Bhimrao Ramji Ambedkar / Public domain
India celebrated Constitution Day on 26th November 2016. The Indian Constitution was adopted by the Constituent Assembly on that day in 1949. The Constitution was adopted on 26th January 1950, when India was declared a Sovereign, Democratic Republic. In 1976, by a Constitutional Amendment, India became a Sovereign, Socialist, Secular, Democratic Republic.
The Constituent Assembly was inaugurated in December 1946. The Draft of the Constitution was published in January 1948. Over eight months, the Constitution was widely discussed at different forums in India, after which the draft was discussed within the Constituent Assembly, article by article, between 15th November 1948 and October 1949. There were a total of 7635 amendments, of which 2473 were discussed inside the Assembly before the Constitution was adopted.
The Constituent Assembly had more than 300 members, including nine women. As many as 12 members had law degrees, including Jawaharlal Nehru, Vallabhai Patel, Rajendra Prasad, and Bhimrao Ramji Ambedkar.
Apart from the members sent by the provinces of British India, the Constituent Assembly had representatives of different castes and religious groups. The most crucial member of the Assembly was the brilliant lawyer Ambedkar. He was law minister in the Interim Union government, and also Chairman of the Drafting Committee of the Indian Constitution.
Ambedkar said that he came into the Constituent Assembly with no greater aspiration than to safeguard the interests of the Scheduled Castes. “I had not the remotest idea that I would be called upon to undertake more responsible functions. I was therefore greatly surprised,” he said, “when the Assembly elected me to the Drafting Committee. I was more than surprised when the Drafting Committee elected me to be its Chairman”.
The Constitution of India had to meet many competing claims and demands. Linguistic minorities asked for freedom of speech in the mother tongue and the redistribution of provinces on linguistic basis. Religious minorities asked for special safeguards. The task was made harder by the turmoil of the times. The Assembly met against a backdrop of partition of India, food scarcity, religious riots and refugee resettlement.
Ambedkar oсcupied a towering position as a leader of the backward classes. But he was also one of the makers of modern India and the architect of its present constitutional order. His observations on constitutional morality, made at a critical juncture in India’s social and political life, were of the utmost significance not only for the backward classes or the minorities, but for all Indians.
The Constituent Assembly met in an atmosphere of great expectation. The country had attained freedom after a long period of colonial rule. And there were great possibilities of constructing a new social order based on liberty, equality and social harmony. From being subjects of an alien power, Indians had become citizens in their own land.
The Constitution was designed to serve the needs of a modern society. It looked to the future rather than the past. Ambedkar did not wish to take India back to its past, but to take its place to the forefront of the comity of free and independent nations of the modern world.
He felt the lack of a living democratic tradition in India. Indian society was not a society of citizens based on the equal consideration of individuals without regard for caste, creed or gender. To transform such society into one of citizens would be a very difficult task. The Constitution could provide a legal framework, but not sufficient condition for such a transformation. Ambedkar said that the principles embodied in the Constitution were the views of the present generation, and should not bind the succeeding generations.
The Indian Constitution was created by Indians for India. That is why it has successfully served the Indian people for 70 years. It was not looked upon as something dead and not adjustable to a changing situation. It has been amended more than 100 times.
Ambedkar spoke about possible dangers to democracy India may confront in future. To maintain democracy the first thing was to hold fast to constitutional methods of achieving social and economic objectives. It means, he said, “we must abandon the bloody methods of revolution”.
He also said, “The working of a Constitution does not depend wholly upon the nature of the Constitution. The Constitution can provide only the organs of State such as the Legislature, the Executive and the Judiciary. The factors on which the working of those organs of the State depend are the people and the political parties. We must also make our political democracy a social democracy as well. Political democracy cannot last unless it lies at the base of its social democracy. What does social democracy mean? It means a way of life which recognizes liberty, equality and fraternity as principles of life”.
While celebrating Ambedkar’s 125th birth anniversary earlier this year, Indian Prime-Minister Narendra Modi, while inaugurating the Ambedkar Bhavan in London, stressed his role as a crusader for social justice.
According to the Prime-Minister, good governance implies bringing in transformation in the life of the common man in India.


Work required -
Only the lines of the data below from the one with "What do you" through the one with "What are the" are wanted. Repeat them exactly.

Data shown -
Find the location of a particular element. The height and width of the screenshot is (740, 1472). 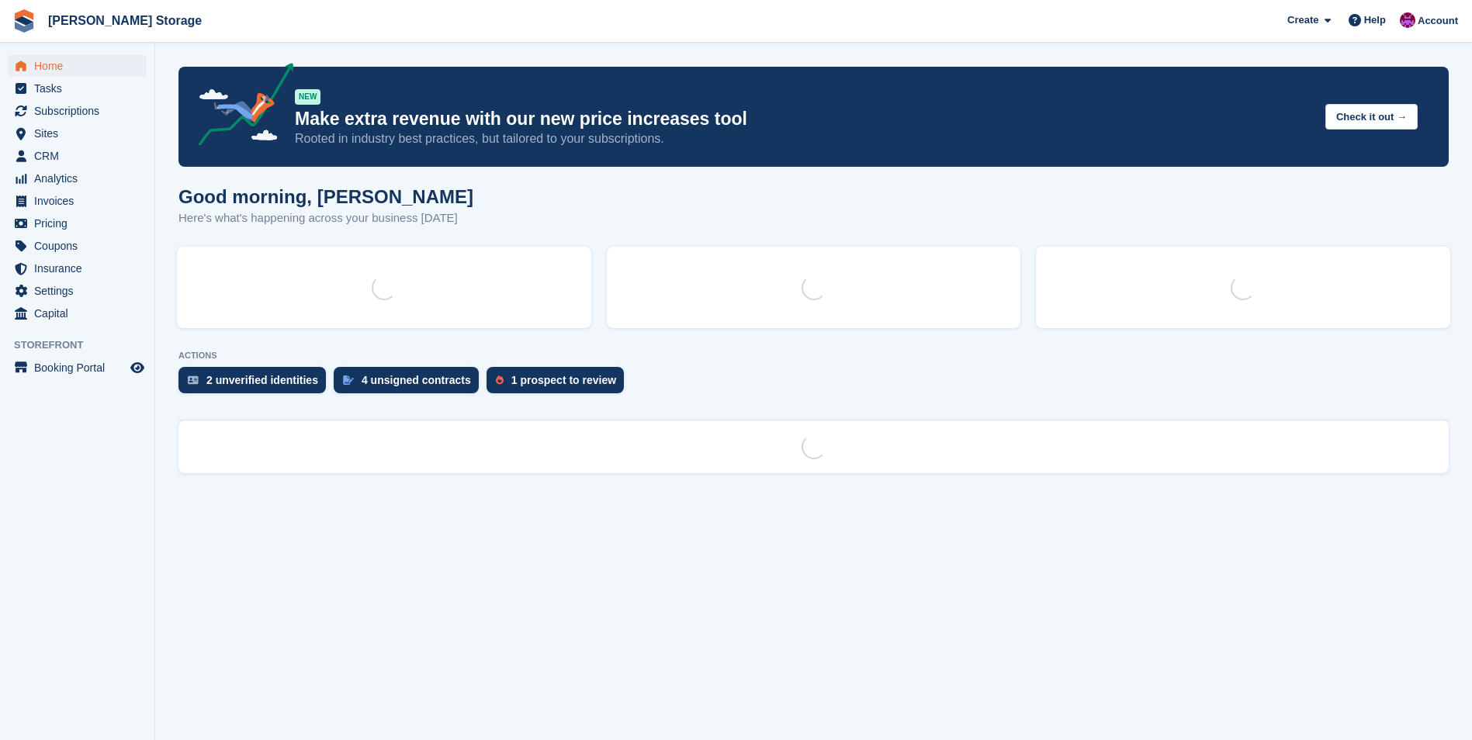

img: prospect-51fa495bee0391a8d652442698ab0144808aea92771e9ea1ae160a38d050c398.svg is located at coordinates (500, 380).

---

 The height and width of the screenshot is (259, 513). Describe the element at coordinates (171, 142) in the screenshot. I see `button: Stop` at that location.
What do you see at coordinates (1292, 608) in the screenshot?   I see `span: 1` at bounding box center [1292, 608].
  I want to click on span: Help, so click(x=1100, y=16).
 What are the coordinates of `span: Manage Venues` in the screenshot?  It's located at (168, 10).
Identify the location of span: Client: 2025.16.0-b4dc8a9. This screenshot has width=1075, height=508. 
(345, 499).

Expected answer -
What do you see at coordinates (1292, 608) in the screenshot?   I see `span: 1` at bounding box center [1292, 608].
  I want to click on span: Help, so click(x=1100, y=16).
 What are the coordinates of `span: Manage Venues` in the screenshot?  It's located at (168, 10).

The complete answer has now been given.